After graduating from high school, Pat went to Montgomery College. I remember spending a lot of time at their computer lab working on programs, helping people with their programming projects (Pat could still solve most problems in a few minutes) and eating pizza. I remember him and Steve Eylar figuring out how to break out of the Montgomery County School’s programming environment. Not to cause trouble, but just to explore. It was a little dicey for a few days when someone at the School Board’s IT department figured out what they had done, but it ended up as a summer job for Pat fixing their system so no one else could do what they had done.
We carpooled to the U of Md for two years (along with Gil and Guy Richardson) after he transferred over from Montgomery College. Pat and I took most of the same computer science classes and while most people spent a week doing a programing assignment, we would start the evening before it was due with a pizza then work past midnight until it was done. I don’t think we were racing, but I think Pat usually finished first.
After graduating from school, we started out on our careers. Pat had started working at Dialcom while he was going to U of M, and that’s where he stayed. I remember still more pizza, playing Frisbee, shooting pool at his parent’s house, playing badminton, playing volleyball, going bowling and the start of the Friday night poker game (which, of course involved pizza). I remember standing in line for hours and hours on opening day of the first three Star War movies.
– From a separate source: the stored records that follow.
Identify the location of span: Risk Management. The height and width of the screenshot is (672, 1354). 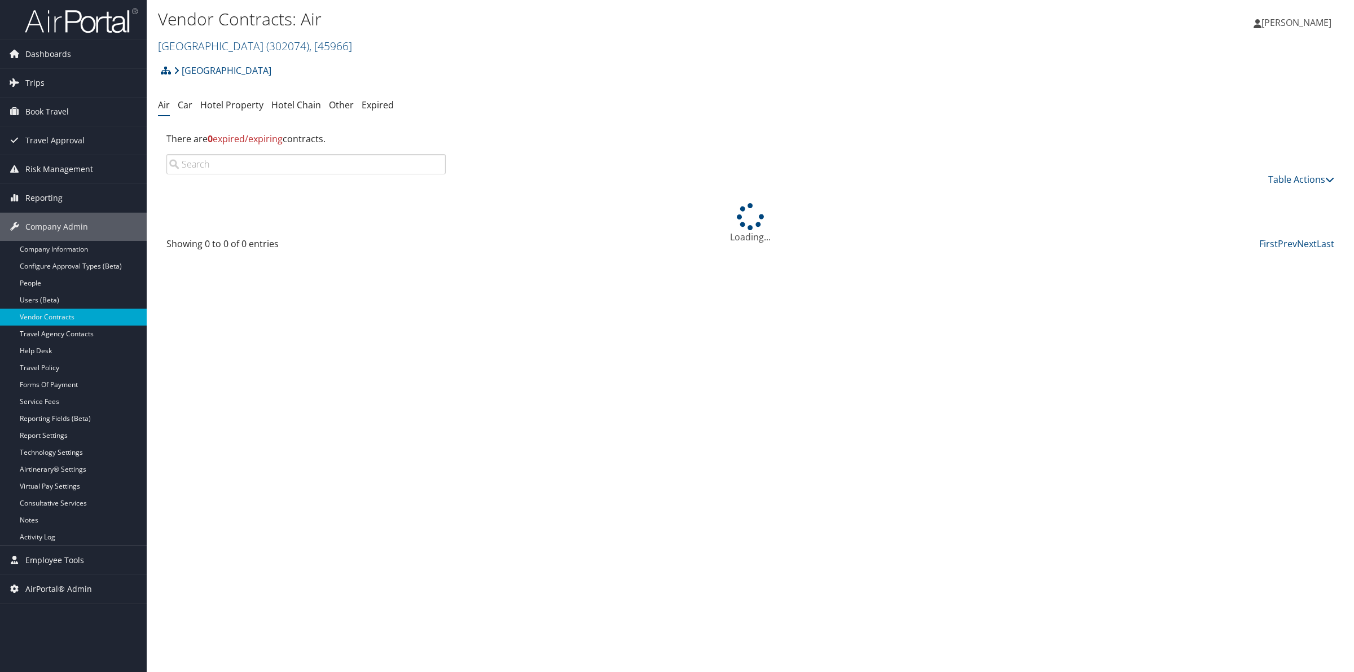
(59, 169).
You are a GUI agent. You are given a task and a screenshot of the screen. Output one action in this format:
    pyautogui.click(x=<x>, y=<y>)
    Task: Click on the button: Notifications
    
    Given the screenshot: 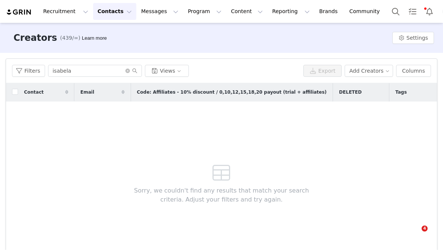 What is the action you would take?
    pyautogui.click(x=429, y=11)
    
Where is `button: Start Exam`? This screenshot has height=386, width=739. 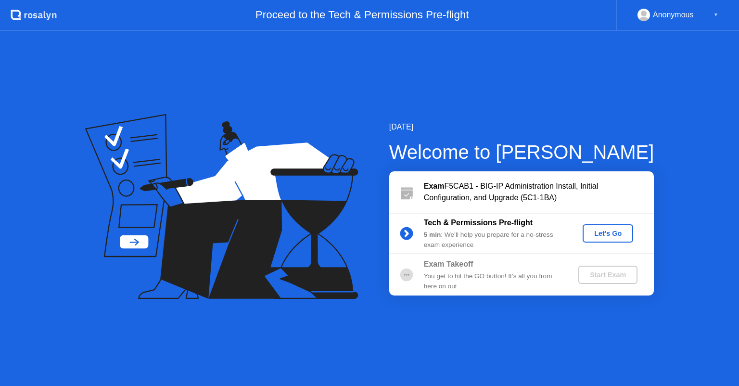 button: Start Exam is located at coordinates (608, 275).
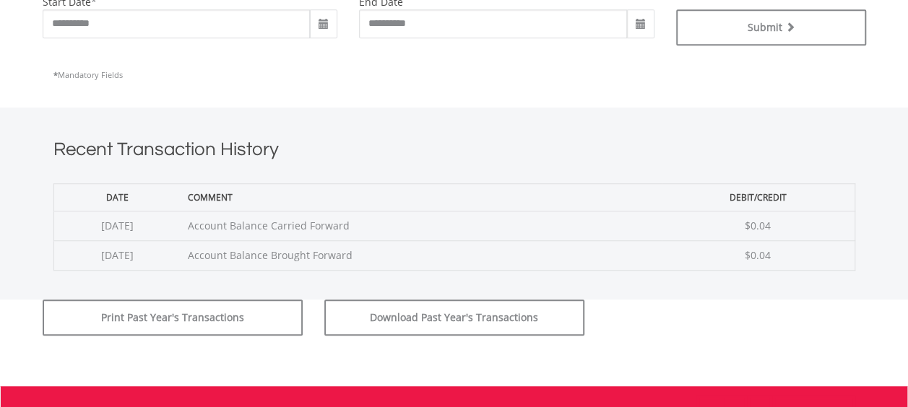 The width and height of the screenshot is (908, 407). Describe the element at coordinates (421, 255) in the screenshot. I see `td: Account Balance Brought Forward` at that location.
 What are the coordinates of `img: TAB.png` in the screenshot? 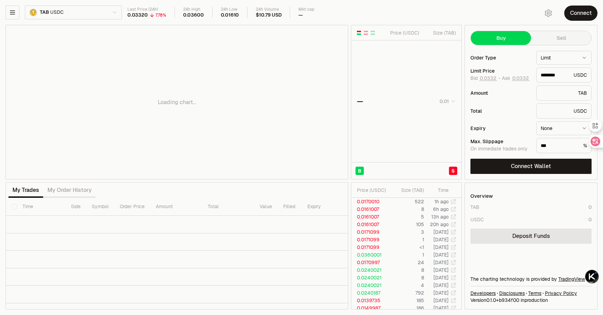 It's located at (33, 12).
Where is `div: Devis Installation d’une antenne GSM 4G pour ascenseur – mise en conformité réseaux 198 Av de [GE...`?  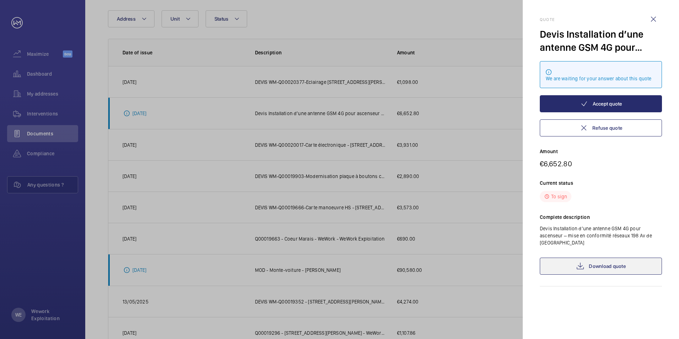 div: Devis Installation d’une antenne GSM 4G pour ascenseur – mise en conformité réseaux 198 Av de [GE... is located at coordinates (600, 41).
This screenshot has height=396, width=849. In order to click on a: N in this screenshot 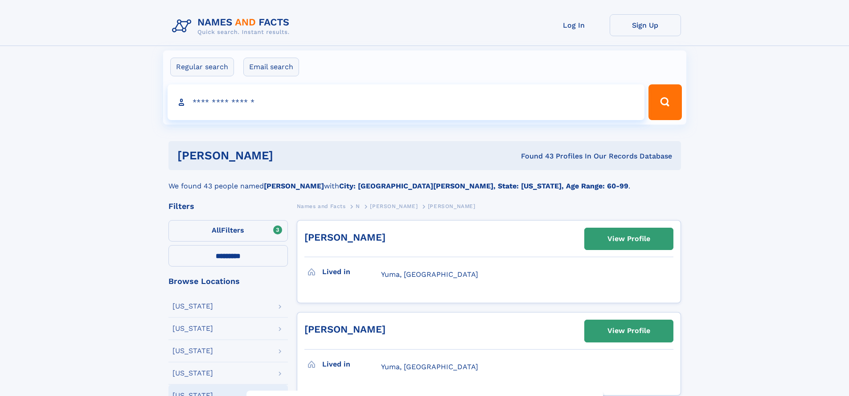, I will do `click(358, 206)`.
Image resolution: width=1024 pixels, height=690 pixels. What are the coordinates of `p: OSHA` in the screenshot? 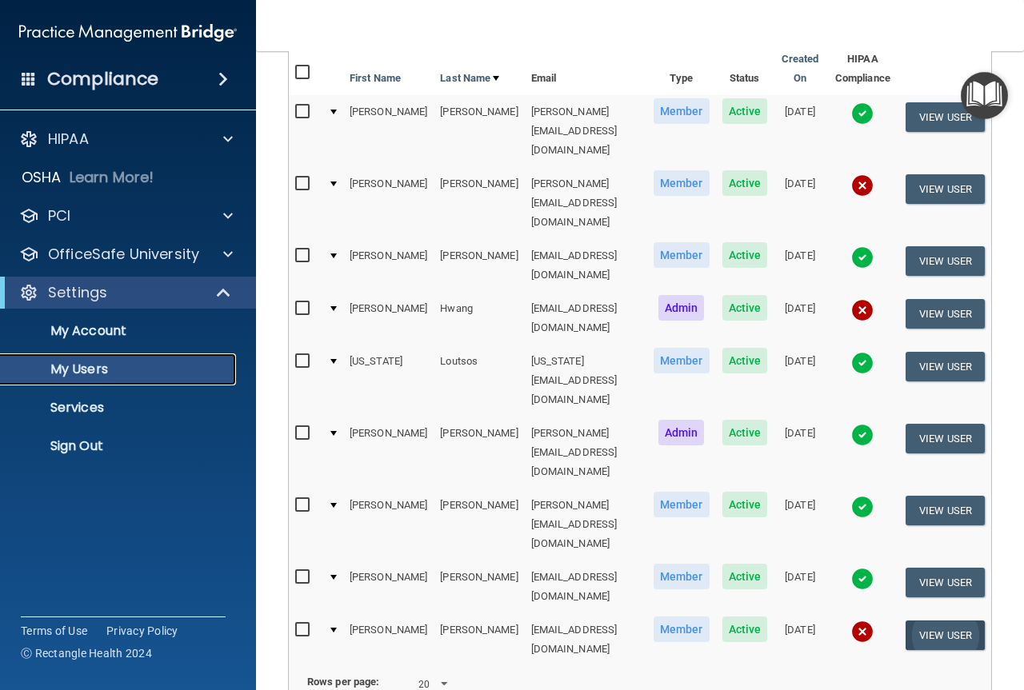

I remember Pat, along with Steve Eylar finding out how to get onto Arpanet (a research project that led to the internet) and exploring that and finding the Colossal Cave Adventure game (the first interactive fiction computer game) and spending hours mapping it all out. Then, we found the Zork game that was an order of magnitude larger than Adventure. Pat and Steve spent months mapping that out on a huge piece of paper until they finally solved it.
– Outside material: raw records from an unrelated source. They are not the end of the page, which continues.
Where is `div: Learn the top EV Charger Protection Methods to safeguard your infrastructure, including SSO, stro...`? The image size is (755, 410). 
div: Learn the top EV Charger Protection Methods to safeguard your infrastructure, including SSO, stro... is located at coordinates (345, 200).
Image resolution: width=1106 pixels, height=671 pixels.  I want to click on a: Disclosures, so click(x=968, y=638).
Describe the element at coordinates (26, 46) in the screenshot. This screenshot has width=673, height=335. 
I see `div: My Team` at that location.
Things went on like that for some years until life started to happen. Our friends starting getting married and I remember Pat meeting Mary and them starting to spend time together. Long about there I got married and a few years later Pat moved to Virginia and I lost touch with him.
Pat was a great fiend and I’ve forgotten way more than I remember about all the things we did. Peggy and I send our condolences to his family and friends. He will be missed.